You probably know the list of open source licenses officially approved by the OS
ID: 648642 • Letter: Y
Question
You probably know the list of open source licenses officially approved by the OSI. Most notably I guess would be the GPL, MIT, [insert your favorite license here].
I recently ran into a project which although was open source (the creator made all source code available), was not officially open source under one of those official licenses.
It released the source, but made no promise to release the source in the future.
It allowed modification suggestions, but made no promises to accept patches and disallowed external distribution of externally-patched versions.
It allowed the use of the software in commercial or paid projects, but disallowed the sale of the software itself.
I suppose it could be called "available source" not open source as we like to think of it.
I can see why the management team of a company wouldn't want to do business with this software. They can't fork it, they can't sell it, they can't create their own version of the software and distribute it or sell it.
But would it matter to you as part of a software engineering team who's just using this software? I can still get my work done with it, I can use it in a project for which I'm paid (but I can't sell the software itself, which I'm not in the business of doing anyway), and I can make changes to the code to make it behave differently for my needs (but I can't make those modifications public), and if I do want those modifications officially made available to others, the approval is up to the project itself and they choose whether to incorporate them in an official release or not.
So we know that a company that wants to base its business on this "available source" software can't do that, but as someone from the software engineering team, would those differences matter to you or do they seem less relevant?
Curious what others think of this.
Explanation / Answer
For projects which would have had to develop from scratch the functionality provided by this software, it's a definite convenience not to do so.
But whether a comparable open source package would be better depends on other factors:
will it be used to provide some service or bundle it as a part of another product?
do they have the resources to enhance and maintain the product independently?
is there a competitive advantage to use this software over the open source version (either in the code or the project management)?
Answering no to any of these factors indicates the OSS is a better choice.
Most of the time, the code itself isn't the determining factor. One needs to examine the bigger picture.
SIDEBAR OSS projects can't legally promise they'll keep future versions open, or that there will be future versions. That's one reason why having an open license is so advantageous. Also, OSS projects aren't required to accept patches from contributors (particularly without a transfer of ownership or rights).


- WHAT THE TASK ASKS: Produce a verbatim copy of the records, and keep the images out of it.

- DATA RECORDS:
= = =
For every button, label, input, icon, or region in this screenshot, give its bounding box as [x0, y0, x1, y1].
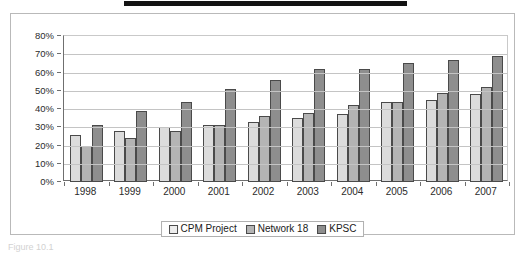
bar[interactable] [214, 125, 225, 182]
legend-swatch-icon [317, 225, 326, 234]
legend-swatch-icon [169, 225, 178, 234]
bar[interactable] [381, 102, 392, 182]
bar[interactable] [481, 87, 492, 182]
x-axis-tick-label: 1999 [108, 185, 153, 199]
bar[interactable] [337, 114, 348, 182]
x-axis-tick-label: 2004 [330, 185, 375, 199]
y-axis-tick [57, 163, 61, 164]
x-axis-tick-label: 2005 [375, 185, 420, 199]
y-axis-tick [57, 145, 61, 146]
bar[interactable] [470, 94, 481, 182]
legend-label: CPM Project [181, 224, 237, 234]
gridline [64, 54, 507, 55]
legend-item[interactable]: KPSC [317, 224, 356, 234]
y-axis-tick [57, 181, 61, 182]
y-axis: 80%70%60%50%40%30%20%10%0% [11, 35, 61, 183]
bar[interactable] [426, 100, 437, 182]
bar[interactable] [348, 105, 359, 182]
bar[interactable] [170, 131, 181, 182]
x-axis-tick-label: 2002 [241, 185, 286, 199]
y-axis-tick-label: 70% [35, 49, 54, 59]
chart-frame: 80%70%60%50%40%30%20%10%0% 1998199920002… [10, 13, 515, 235]
y-axis-tick-label: 60% [35, 68, 54, 78]
gridline [64, 164, 507, 165]
bar[interactable] [259, 116, 270, 182]
bar[interactable] [114, 131, 125, 182]
legend-label: Network 18 [258, 224, 309, 234]
bar[interactable] [225, 89, 236, 182]
plot-background [63, 35, 508, 181]
x-axis-tick-label: 2006 [419, 185, 464, 199]
y-axis-tick-label: 30% [35, 122, 54, 132]
figure-caption: Figure 10.1 [8, 243, 188, 252]
legend-item[interactable]: CPM Project [169, 224, 237, 234]
x-axis-labels: 1998199920002001200220032004200520062007 [63, 185, 508, 199]
x-axis-tick-label: 2001 [197, 185, 242, 199]
x-axis-tick-label: 1998 [63, 185, 108, 199]
bar[interactable] [92, 125, 103, 182]
bar[interactable] [270, 80, 281, 182]
x-axis-tick-label: 2000 [152, 185, 197, 199]
gridline [64, 91, 507, 92]
y-axis-tick-label: 20% [35, 141, 54, 151]
y-axis-tick [57, 72, 61, 73]
gridline [64, 73, 507, 74]
bar[interactable] [248, 122, 259, 182]
y-axis-tick [57, 35, 61, 36]
y-axis-tick-label: 0% [40, 177, 54, 187]
bar[interactable] [437, 93, 448, 182]
y-axis-tick-label: 50% [35, 86, 54, 96]
y-axis-tick [57, 126, 61, 127]
x-axis-tick [509, 182, 510, 186]
y-axis-tick [57, 108, 61, 109]
x-axis-tick-label: 2003 [286, 185, 331, 199]
y-axis-tick-label: 80% [35, 31, 54, 41]
x-axis-tick-label: 2007 [464, 185, 509, 199]
chart-page: 80%70%60%50%40%30%20%10%0% 1998199920002… [0, 0, 529, 255]
bar[interactable] [181, 102, 192, 182]
y-axis-tick [57, 53, 61, 54]
plot-area [63, 35, 508, 195]
gridline [64, 109, 507, 110]
gridline [64, 127, 507, 128]
legend-item[interactable]: Network 18 [246, 224, 309, 234]
y-axis-tick-label: 10% [35, 159, 54, 169]
bar[interactable] [70, 135, 81, 182]
bar[interactable] [159, 127, 170, 182]
bar[interactable] [303, 113, 314, 182]
bar[interactable] [203, 125, 214, 182]
bar[interactable] [359, 69, 370, 182]
legend-label: KPSC [329, 224, 356, 234]
bar[interactable] [392, 102, 403, 182]
redaction-bar [124, 1, 407, 6]
gridline [64, 146, 507, 147]
y-axis-tick-label: 40% [35, 104, 54, 114]
legend-swatch-icon [246, 225, 255, 234]
chart-legend: CPM ProjectNetwork 18KPSC [161, 221, 365, 237]
y-axis-tick [57, 90, 61, 91]
bar[interactable] [314, 69, 325, 182]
= = =
- WRITTEN SOLUTION:
For every button, label, input, icon, or region in this screenshot, give its bounding box as [x0, y0, x1, y1].
bar[interactable] [214, 125, 225, 182]
legend-swatch-icon [317, 225, 326, 234]
legend-swatch-icon [169, 225, 178, 234]
bar[interactable] [381, 102, 392, 182]
bar[interactable] [481, 87, 492, 182]
x-axis-tick-label: 1999 [108, 185, 153, 199]
bar[interactable] [337, 114, 348, 182]
x-axis-tick-label: 2004 [330, 185, 375, 199]
y-axis-tick [57, 163, 61, 164]
x-axis-tick-label: 2005 [375, 185, 420, 199]
y-axis-tick [57, 145, 61, 146]
bar[interactable] [470, 94, 481, 182]
legend-label: CPM Project [181, 224, 237, 234]
gridline [64, 54, 507, 55]
legend-item[interactable]: KPSC [317, 224, 356, 234]
y-axis-tick [57, 181, 61, 182]
y-axis: 80%70%60%50%40%30%20%10%0% [11, 35, 61, 183]
bar[interactable] [426, 100, 437, 182]
bar[interactable] [348, 105, 359, 182]
bar[interactable] [170, 131, 181, 182]
x-axis-tick-label: 2002 [241, 185, 286, 199]
y-axis-tick-label: 70% [35, 49, 54, 59]
chart-frame: 80%70%60%50%40%30%20%10%0% 1998199920002… [10, 13, 515, 235]
y-axis-tick-label: 60% [35, 68, 54, 78]
gridline [64, 164, 507, 165]
bar[interactable] [259, 116, 270, 182]
bar[interactable] [114, 131, 125, 182]
legend-label: Network 18 [258, 224, 309, 234]
bar[interactable] [225, 89, 236, 182]
plot-background [63, 35, 508, 181]
x-axis-tick-label: 2006 [419, 185, 464, 199]
y-axis-tick-label: 30% [35, 122, 54, 132]
figure-caption: Figure 10.1 [8, 243, 188, 252]
legend-item[interactable]: CPM Project [169, 224, 237, 234]
x-axis-labels: 1998199920002001200220032004200520062007 [63, 185, 508, 199]
x-axis-tick-label: 2001 [197, 185, 242, 199]
x-axis-tick-label: 1998 [63, 185, 108, 199]
bar[interactable] [92, 125, 103, 182]
bar[interactable] [270, 80, 281, 182]
x-axis-tick-label: 2000 [152, 185, 197, 199]
gridline [64, 91, 507, 92]
y-axis-tick-label: 20% [35, 141, 54, 151]
y-axis-tick [57, 72, 61, 73]
gridline [64, 73, 507, 74]
bar[interactable] [248, 122, 259, 182]
y-axis-tick [57, 35, 61, 36]
y-axis-tick-label: 0% [40, 177, 54, 187]
bar[interactable] [437, 93, 448, 182]
y-axis-tick-label: 50% [35, 86, 54, 96]
y-axis-tick [57, 126, 61, 127]
x-axis-tick [509, 182, 510, 186]
y-axis-tick [57, 108, 61, 109]
x-axis-tick-label: 2003 [286, 185, 331, 199]
y-axis-tick-label: 80% [35, 31, 54, 41]
x-axis-tick-label: 2007 [464, 185, 509, 199]
chart-page: 80%70%60%50%40%30%20%10%0% 1998199920002… [0, 0, 529, 255]
bar[interactable] [181, 102, 192, 182]
y-axis-tick [57, 53, 61, 54]
plot-area [63, 35, 508, 195]
gridline [64, 109, 507, 110]
gridline [64, 127, 507, 128]
legend-item[interactable]: Network 18 [246, 224, 309, 234]
y-axis-tick-label: 10% [35, 159, 54, 169]
bar[interactable] [70, 135, 81, 182]
bar[interactable] [159, 127, 170, 182]
bar[interactable] [303, 113, 314, 182]
bar[interactable] [203, 125, 214, 182]
bar[interactable] [359, 69, 370, 182]
legend-label: KPSC [329, 224, 356, 234]
bar[interactable] [392, 102, 403, 182]
redaction-bar [124, 1, 407, 6]
gridline [64, 146, 507, 147]
y-axis-tick-label: 40% [35, 104, 54, 114]
legend-swatch-icon [246, 225, 255, 234]
chart-legend: CPM ProjectNetwork 18KPSC [161, 221, 365, 237]
y-axis-tick [57, 90, 61, 91]
bar[interactable] [314, 69, 325, 182]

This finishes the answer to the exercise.